India is the world’s biggest plastic polluter

India is the world’s biggest plastic polluter, according to a global inventory of the problem published Wednesday by a team of researchers, who highlight the dangers of the frequent use of wild burning of this waste.

The authors, researchers from the University of Leeds who publish in the journal Naturecalculated that 52.1 million tonnes of plastic were released into the environment in 2020.

India is the biggest polluter, with 9.3 million tonnes of plastic, almost a fifth of the global total, reflecting its large population but also the fact that most of the waste there is not collected.

This uncollected waste is also the main source of plastic pollution in southern countries, according to the study.

India is followed by Nigeria (3.5 million) and Indonesia (3.4 million).

China (2.8 million), which was considered the biggest polluter in previous assessments, only ranks fourth in the study.

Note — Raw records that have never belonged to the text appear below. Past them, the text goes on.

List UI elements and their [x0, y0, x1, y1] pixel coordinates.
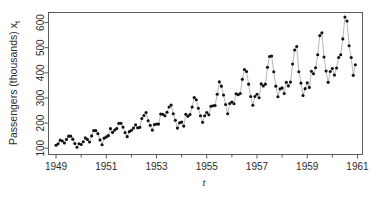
data-point: [329, 70, 332, 73]
data-point: [172, 112, 175, 115]
data-point: [314, 66, 317, 69]
data-point: [274, 85, 277, 88]
data-point: [239, 92, 242, 95]
data-point: [57, 142, 60, 145]
data-point: [352, 74, 355, 77]
data-point: [174, 119, 177, 122]
data-point: [88, 140, 91, 143]
data-point: [333, 74, 336, 77]
data-point: [203, 114, 206, 117]
data-point: [224, 103, 227, 106]
data-point: [195, 98, 198, 101]
data-point: [216, 93, 219, 96]
data-point: [144, 111, 147, 114]
data-point: [318, 34, 321, 37]
data-point: [287, 84, 290, 87]
data-point: [301, 94, 304, 97]
data-point: [188, 113, 191, 116]
chart-screenshot: 100200300400500600 194919511953195519571…: [0, 0, 381, 197]
data-point: [343, 15, 346, 18]
data-point: [276, 95, 279, 98]
data-point: [266, 66, 269, 69]
data-point: [207, 113, 210, 116]
data-point: [291, 62, 294, 65]
data-point: [80, 143, 83, 146]
data-point: [96, 132, 99, 135]
data-point: [163, 114, 166, 117]
data-point: [101, 143, 104, 146]
data-point: [218, 80, 221, 83]
data-point: [75, 146, 78, 149]
data-point: [149, 124, 152, 127]
data-point: [65, 138, 68, 141]
data-point: [281, 86, 284, 89]
data-point: [142, 114, 145, 117]
y-tick-label-600: 600: [35, 14, 46, 31]
data-point: [339, 53, 342, 56]
data-point: [176, 127, 179, 130]
y-tick-label-300: 300: [35, 89, 46, 106]
data-point: [94, 129, 97, 132]
data-point: [320, 31, 323, 34]
data-point: [134, 123, 137, 126]
data-point: [310, 70, 313, 73]
x-tick-label-1955: 1955: [196, 161, 219, 172]
data-point: [295, 45, 298, 48]
data-point: [165, 111, 168, 114]
data-point: [214, 104, 217, 107]
data-point: [354, 63, 357, 66]
airpassengers-chart: 100200300400500600 194919511953195519571…: [0, 0, 381, 197]
data-point: [312, 72, 315, 75]
data-point: [341, 37, 344, 40]
data-point: [251, 104, 254, 107]
x-tick-label-1953: 1953: [145, 161, 168, 172]
data-point: [241, 78, 244, 81]
data-point: [258, 96, 261, 99]
y-tick-label-400: 400: [35, 64, 46, 81]
data-point: [345, 20, 348, 23]
data-point: [245, 70, 248, 73]
data-point: [270, 54, 273, 57]
y-tick-label-500: 500: [35, 39, 46, 56]
data-point: [119, 122, 122, 125]
data-point: [222, 93, 225, 96]
data-point: [140, 117, 143, 120]
data-point: [350, 56, 353, 59]
data-point: [82, 140, 85, 143]
data-point: [348, 44, 351, 47]
data-point: [73, 142, 76, 145]
y-tick-label-200: 200: [35, 114, 46, 131]
data-point: [272, 70, 275, 73]
data-point: [121, 126, 124, 129]
data-point: [325, 70, 328, 73]
data-point: [304, 87, 307, 90]
data-point: [90, 134, 93, 137]
data-point: [316, 53, 319, 56]
data-point: [289, 81, 292, 84]
data-point: [170, 103, 173, 106]
data-point: [151, 129, 154, 132]
data-point: [220, 85, 223, 88]
data-point: [197, 107, 200, 110]
data-point: [264, 83, 267, 86]
data-point: [255, 93, 258, 96]
x-tick-label-1961: 1961: [346, 161, 369, 172]
data-point: [71, 138, 74, 141]
x-tick-label-1959: 1959: [296, 161, 319, 172]
data-point: [226, 112, 229, 115]
data-point: [293, 48, 296, 51]
data-point: [124, 131, 127, 134]
data-point: [327, 81, 330, 84]
data-point: [138, 126, 141, 129]
data-point: [247, 83, 250, 86]
data-point: [132, 127, 135, 130]
data-point: [201, 121, 204, 124]
data-point: [283, 92, 286, 95]
data-point: [335, 66, 338, 69]
data-point: [98, 138, 101, 141]
x-tick-label-1951: 1951: [95, 161, 118, 172]
data-point: [147, 119, 150, 122]
data-point: [299, 82, 302, 85]
data-point: [285, 81, 288, 84]
data-point: [331, 67, 334, 70]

This “reflects our use of data that are more up-to-date and show substantial progress in the adoption of waste incineration and controlled landfill,” the authors say of China.

They used artificial intelligence tools to model waste management in more than 50,000 municipalities.

They hope their findings – which complement other, sometimes conflicting assessments by the UN and the OECD – will feed into leaders’ discussions in Busan, South Korea, later this year, aimed at setting in stone a first global treaty to combat plastic pollution.

“Policymakers have struggled in the past to address this problem, in part because of a lack of good data,” said Ed Cook, one of the study’s authors. He said he hopes the study will help them “allocate scarce resources to effectively address plastic pollution.”

According to researchers, some 30 million tonnes of plastic (57% of the total released into the environment) were burned without any control in 2020. However, these incinerations in homes, on the street or in fly-tipping areas can have dangerous effects.

“Setting fire to plastic may seem to make it ‘disappear,’ but burning it in open air can result in substantial harm to human health—including birth defects, neurodevelopmental defects, and reproductive harm—and a much wider dispersion of environmental pollution,” said lead author Costas Velis.